Climate Change Drove $97 Billion in Rainfall Damage Over the Past 30 Years

Climate Change Drove $97 Billion in Rainfall Damage Over the Past 30 Years

Extreme weather disasters are costing the country billions of dollars in damages each year. A new study from Stanford shows that over the past three decades, the U.S. has seen nearly $US75 ($97) billion in damage from floods fuelled by the climate crisis.

The research, published in the journal Proceedings of the National Academy of Sciences on Monday, pulled monthly, state-level flood damage cost estimates from the Spatial Hazard Events and Losses Database for the U.S. from the years 1988 to 2017. That dataset — which is maintained by Arizona State University — showed that the country saw $US199 ($258) billion in damages from rainfall-driven floods over that period, and that costs have steadily increased over time.

The authors then obtained data on changing rainfall patterns for each state from the PRISM Climate Group as well as other state-level socioeconomic data from the Census Bureau. Noah Diffenbaugh, the Stanford researcher who led the study, said this let the researchers control for other factors that could impact damage like increases in home values and development in floodplains. Other research has shown that climate change is increasing the frequency and intensity of heavy downpours because a warmer atmosphere can hold more water.

Using the data and knowledge, the researchers created a model to determine how much of damage has been fuelled by the climate crisis specifically. They also used their model to conduct a counterfactual analysis, calculating how much disasters would have cost if the U.S. had seen no changes in extreme precipitation.

The researchers’ findings suggest that 36% of the damages caused throughout the 29-year period were driven by climate change. Though some U.S. regions, like the Southeast and Gulf Coast, have been more impacted by heavy rainfall than others, they observed a clear nationwide trend of higher costs during months where there was more extreme rainfall. Just a small percentage of the most extreme events drove the majority of the damage.

“The top 10% wettest precipitation events account for around 70% of flooding costs in the U.S.,” Diffenbaugh said.

The researchers’ model only looked at damages from rainfall itself, not coastal flooding due to rising seas and storm surge. But now that the researchers have developed a model to isolate cost increases due to climatic changes, it can be applied to coastal flood damage, as well as wildfires and other weather disasters.

Daniel Swain, a climate scientist at the Institute of the Environment and Sustainability at the University of California, Los Angeles who was not involved in the study, said that model could be useful to dispel myths about what’s driving increased losses.

“In some circles, there have been arguments that, well, losses are increasing because we’re just building more stuff and putting more stuff in harm’s way, so things are becoming more expensive because we have a higher propensity to build structures in places that are vulnerable,” he said. Those circles include the likes of climate policy researcher Roger Pielke Jr., who has testified about climate change on Capitol Hill. Swain said that it is “true to an extent, but this model isolates climate just the contribution to these losses from the physical hazard itself changing.”

As the climate changes, damages are likely to increase even more. But that also means if we take steps to reduce our greenhouse gas emissions and curb the climate crisis, we could lower those losses. Diffenbaugh said that since so much decision-making about what climate actions to undertake are based on cost-benefit analysis, a model like this could play an important role.

“To accurately evaluate the cost-benefit of different actions, we need to be able to evaluate not only the cost of taking action but also the benefit, and with climate change, a lot of those benefits are avoided damages,” he said.

It may seem crass to look at the economic cost of damages rather than the threat to human life. But Swain said that the framework could help push the U.S. to reduce emissions and invest in adaptation to flooding, which will be needed due to climate change already locked in place even if emissions fell to zero tomorrow.

“For better or for worse, we think about things, you know, about disasters often in terms of the kinds of financial costs or losses that they incur. That’s something the government cares about, something industry cares about, something insurers care about,” he said. “This is a tangible way of measuring the consequences, and we need that.”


What is expected:
Transcribe the entries exactly. Omit the pictures.

Extracted entries:
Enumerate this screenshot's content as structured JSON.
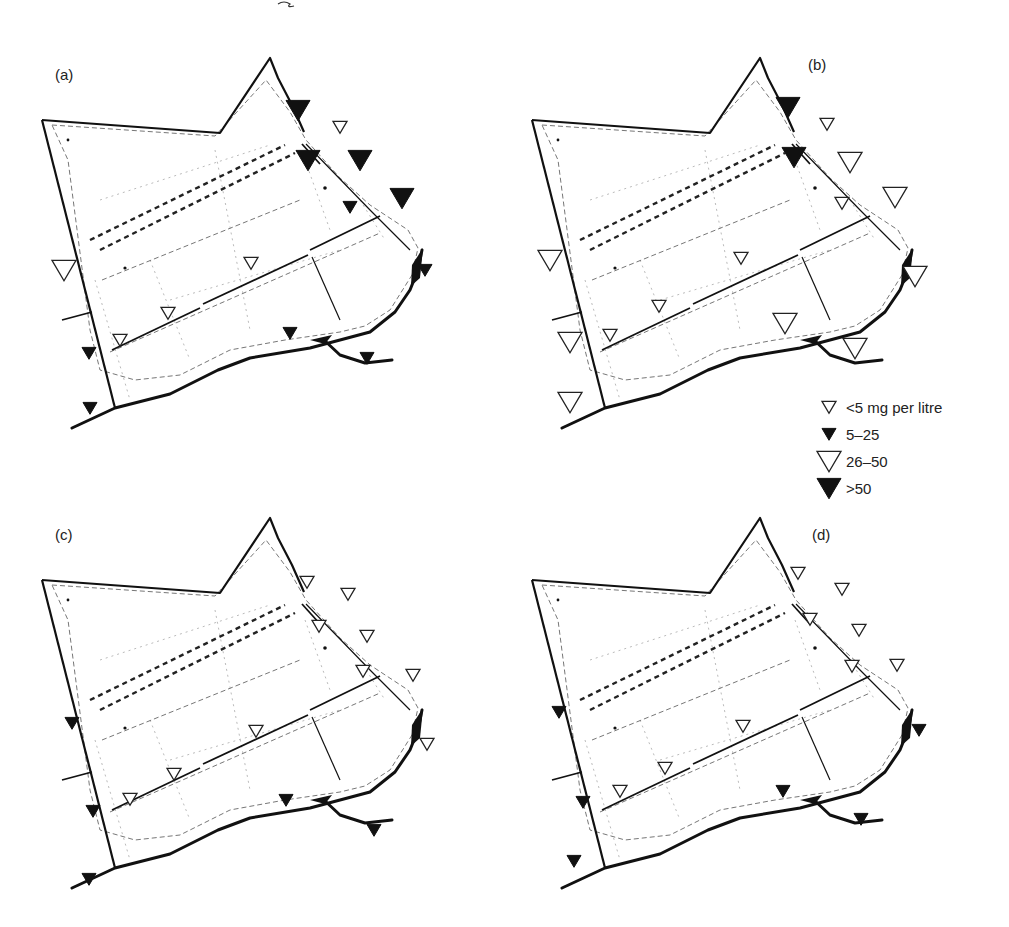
{
  "figure": {
    "top_mark": "~",
    "panels": [
      {
        "id": "a",
        "label": "(a)",
        "origin": [
          40,
          50
        ],
        "label_pos": [
          15,
          30
        ],
        "markers": [
          {
            "x": 258,
            "y": 60,
            "class": ">50"
          },
          {
            "x": 300,
            "y": 77,
            "class": "<5"
          },
          {
            "x": 268,
            "y": 110,
            "class": ">50"
          },
          {
            "x": 320,
            "y": 110,
            "class": ">50"
          },
          {
            "x": 362,
            "y": 148,
            "class": ">50"
          },
          {
            "x": 310,
            "y": 157,
            "class": "5-25"
          },
          {
            "x": 24,
            "y": 220,
            "class": "26-50"
          },
          {
            "x": 211,
            "y": 213,
            "class": "<5"
          },
          {
            "x": 385,
            "y": 220,
            "class": "5-25"
          },
          {
            "x": 128,
            "y": 263,
            "class": "<5"
          },
          {
            "x": 80,
            "y": 290,
            "class": "<5"
          },
          {
            "x": 250,
            "y": 283,
            "class": "5-25"
          },
          {
            "x": 49,
            "y": 303,
            "class": "5-25"
          },
          {
            "x": 327,
            "y": 308,
            "class": "5-25"
          },
          {
            "x": 50,
            "y": 358,
            "class": "5-25"
          }
        ]
      },
      {
        "id": "b",
        "label": "(b)",
        "origin": [
          530,
          50
        ],
        "label_pos": [
          278,
          20
        ],
        "markers": [
          {
            "x": 258,
            "y": 57,
            "class": ">50"
          },
          {
            "x": 297,
            "y": 74,
            "class": "<5"
          },
          {
            "x": 264,
            "y": 107,
            "class": ">50"
          },
          {
            "x": 320,
            "y": 112,
            "class": "26-50"
          },
          {
            "x": 365,
            "y": 147,
            "class": "26-50"
          },
          {
            "x": 312,
            "y": 153,
            "class": "<5"
          },
          {
            "x": 20,
            "y": 210,
            "class": "26-50"
          },
          {
            "x": 385,
            "y": 226,
            "class": "26-50"
          },
          {
            "x": 211,
            "y": 208,
            "class": "<5"
          },
          {
            "x": 129,
            "y": 256,
            "class": "<5"
          },
          {
            "x": 80,
            "y": 285,
            "class": "<5"
          },
          {
            "x": 255,
            "y": 273,
            "class": "26-50"
          },
          {
            "x": 40,
            "y": 292,
            "class": "26-50"
          },
          {
            "x": 325,
            "y": 298,
            "class": "26-50"
          },
          {
            "x": 40,
            "y": 352,
            "class": "26-50"
          }
        ]
      },
      {
        "id": "c",
        "label": "(c)",
        "origin": [
          40,
          510
        ],
        "label_pos": [
          15,
          30
        ],
        "markers": [
          {
            "x": 267,
            "y": 72,
            "class": "<5"
          },
          {
            "x": 308,
            "y": 84,
            "class": "<5"
          },
          {
            "x": 279,
            "y": 116,
            "class": "<5"
          },
          {
            "x": 327,
            "y": 126,
            "class": "<5"
          },
          {
            "x": 373,
            "y": 165,
            "class": "<5"
          },
          {
            "x": 323,
            "y": 161,
            "class": "<5"
          },
          {
            "x": 32,
            "y": 213,
            "class": "5-25"
          },
          {
            "x": 216,
            "y": 221,
            "class": "<5"
          },
          {
            "x": 387,
            "y": 234,
            "class": "<5"
          },
          {
            "x": 134,
            "y": 264,
            "class": "<5"
          },
          {
            "x": 90,
            "y": 289,
            "class": "<5"
          },
          {
            "x": 246,
            "y": 290,
            "class": "5-25"
          },
          {
            "x": 53,
            "y": 301,
            "class": "5-25"
          },
          {
            "x": 334,
            "y": 320,
            "class": "5-25"
          },
          {
            "x": 49,
            "y": 369,
            "class": "5-25"
          }
        ]
      },
      {
        "id": "d",
        "label": "(d)",
        "origin": [
          530,
          510
        ],
        "label_pos": [
          282,
          30
        ],
        "markers": [
          {
            "x": 268,
            "y": 63,
            "class": "<5"
          },
          {
            "x": 312,
            "y": 79,
            "class": "<5"
          },
          {
            "x": 280,
            "y": 109,
            "class": "<5"
          },
          {
            "x": 329,
            "y": 120,
            "class": "<5"
          },
          {
            "x": 367,
            "y": 155,
            "class": "<5"
          },
          {
            "x": 322,
            "y": 156,
            "class": "<5"
          },
          {
            "x": 29,
            "y": 202,
            "class": "5-25"
          },
          {
            "x": 213,
            "y": 216,
            "class": "<5"
          },
          {
            "x": 389,
            "y": 220,
            "class": "5-25"
          },
          {
            "x": 135,
            "y": 258,
            "class": "<5"
          },
          {
            "x": 90,
            "y": 281,
            "class": "<5"
          },
          {
            "x": 253,
            "y": 281,
            "class": "5-25"
          },
          {
            "x": 53,
            "y": 292,
            "class": "5-25"
          },
          {
            "x": 331,
            "y": 309,
            "class": "5-25"
          },
          {
            "x": 44,
            "y": 351,
            "class": "5-25"
          }
        ]
      }
    ]
  },
  "legend": {
    "items": [
      {
        "label": "<5 mg per litre",
        "class": "<5"
      },
      {
        "label": "5–25",
        "class": "5-25"
      },
      {
        "label": "26–50",
        "class": "26-50"
      },
      {
        "label": ">50",
        "class": ">50"
      }
    ]
  },
  "marker_styles": {
    "<5": {
      "size": 7,
      "filled": false
    },
    "5-25": {
      "size": 7,
      "filled": true
    },
    "26-50": {
      "size": 12,
      "filled": false
    },
    ">50": {
      "size": 12,
      "filled": true
    }
  }
}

Solved exercise:
Enumerate this screenshot's content as structured JSON.
{
  "figure": {
    "top_mark": "~",
    "panels": [
      {
        "id": "a",
        "label": "(a)",
        "origin": [
          40,
          50
        ],
        "label_pos": [
          15,
          30
        ],
        "markers": [
          {
            "x": 258,
            "y": 60,
            "class": ">50"
          },
          {
            "x": 300,
            "y": 77,
            "class": "<5"
          },
          {
            "x": 268,
            "y": 110,
            "class": ">50"
          },
          {
            "x": 320,
            "y": 110,
            "class": ">50"
          },
          {
            "x": 362,
            "y": 148,
            "class": ">50"
          },
          {
            "x": 310,
            "y": 157,
            "class": "5-25"
          },
          {
            "x": 24,
            "y": 220,
            "class": "26-50"
          },
          {
            "x": 211,
            "y": 213,
            "class": "<5"
          },
          {
            "x": 385,
            "y": 220,
            "class": "5-25"
          },
          {
            "x": 128,
            "y": 263,
            "class": "<5"
          },
          {
            "x": 80,
            "y": 290,
            "class": "<5"
          },
          {
            "x": 250,
            "y": 283,
            "class": "5-25"
          },
          {
            "x": 49,
            "y": 303,
            "class": "5-25"
          },
          {
            "x": 327,
            "y": 308,
            "class": "5-25"
          },
          {
            "x": 50,
            "y": 358,
            "class": "5-25"
          }
        ]
      },
      {
        "id": "b",
        "label": "(b)",
        "origin": [
          530,
          50
        ],
        "label_pos": [
          278,
          20
        ],
        "markers": [
          {
            "x": 258,
            "y": 57,
            "class": ">50"
          },
          {
            "x": 297,
            "y": 74,
            "class": "<5"
          },
          {
            "x": 264,
            "y": 107,
            "class": ">50"
          },
          {
            "x": 320,
            "y": 112,
            "class": "26-50"
          },
          {
            "x": 365,
            "y": 147,
            "class": "26-50"
          },
          {
            "x": 312,
            "y": 153,
            "class": "<5"
          },
          {
            "x": 20,
            "y": 210,
            "class": "26-50"
          },
          {
            "x": 385,
            "y": 226,
            "class": "26-50"
          },
          {
            "x": 211,
            "y": 208,
            "class": "<5"
          },
          {
            "x": 129,
            "y": 256,
            "class": "<5"
          },
          {
            "x": 80,
            "y": 285,
            "class": "<5"
          },
          {
            "x": 255,
            "y": 273,
            "class": "26-50"
          },
          {
            "x": 40,
            "y": 292,
            "class": "26-50"
          },
          {
            "x": 325,
            "y": 298,
            "class": "26-50"
          },
          {
            "x": 40,
            "y": 352,
            "class": "26-50"
          }
        ]
      },
      {
        "id": "c",
        "label": "(c)",
        "origin": [
          40,
          510
        ],
        "label_pos": [
          15,
          30
        ],
        "markers": [
          {
            "x": 267,
            "y": 72,
            "class": "<5"
          },
          {
            "x": 308,
            "y": 84,
            "class": "<5"
          },
          {
            "x": 279,
            "y": 116,
            "class": "<5"
          },
          {
            "x": 327,
            "y": 126,
            "class": "<5"
          },
          {
            "x": 373,
            "y": 165,
            "class": "<5"
          },
          {
            "x": 323,
            "y": 161,
            "class": "<5"
          },
          {
            "x": 32,
            "y": 213,
            "class": "5-25"
          },
          {
            "x": 216,
            "y": 221,
            "class": "<5"
          },
          {
            "x": 387,
            "y": 234,
            "class": "<5"
          },
          {
            "x": 134,
            "y": 264,
            "class": "<5"
          },
          {
            "x": 90,
            "y": 289,
            "class": "<5"
          },
          {
            "x": 246,
            "y": 290,
            "class": "5-25"
          },
          {
            "x": 53,
            "y": 301,
            "class": "5-25"
          },
          {
            "x": 334,
            "y": 320,
            "class": "5-25"
          },
          {
            "x": 49,
            "y": 369,
            "class": "5-25"
          }
        ]
      },
      {
        "id": "d",
        "label": "(d)",
        "origin": [
          530,
          510
        ],
        "label_pos": [
          282,
          30
        ],
        "markers": [
          {
            "x": 268,
            "y": 63,
            "class": "<5"
          },
          {
            "x": 312,
            "y": 79,
            "class": "<5"
          },
          {
            "x": 280,
            "y": 109,
            "class": "<5"
          },
          {
            "x": 329,
            "y": 120,
            "class": "<5"
          },
          {
            "x": 367,
            "y": 155,
            "class": "<5"
          },
          {
            "x": 322,
            "y": 156,
            "class": "<5"
          },
          {
            "x": 29,
            "y": 202,
            "class": "5-25"
          },
          {
            "x": 213,
            "y": 216,
            "class": "<5"
          },
          {
            "x": 389,
            "y": 220,
            "class": "5-25"
          },
          {
            "x": 135,
            "y": 258,
            "class": "<5"
          },
          {
            "x": 90,
            "y": 281,
            "class": "<5"
          },
          {
            "x": 253,
            "y": 281,
            "class": "5-25"
          },
          {
            "x": 53,
            "y": 292,
            "class": "5-25"
          },
          {
            "x": 331,
            "y": 309,
            "class": "5-25"
          },
          {
            "x": 44,
            "y": 351,
            "class": "5-25"
          }
        ]
      }
    ]
  },
  "legend": {
    "items": [
      {
        "label": "<5 mg per litre",
        "class": "<5"
      },
      {
        "label": "5–25",
        "class": "5-25"
      },
      {
        "label": "26–50",
        "class": "26-50"
      },
      {
        "label": ">50",
        "class": ">50"
      }
    ]
  },
  "marker_styles": {
    "<5": {
      "size": 7,
      "filled": false
    },
    "5-25": {
      "size": 7,
      "filled": true
    },
    "26-50": {
      "size": 12,
      "filled": false
    },
    ">50": {
      "size": 12,
      "filled": true
    }
  }
}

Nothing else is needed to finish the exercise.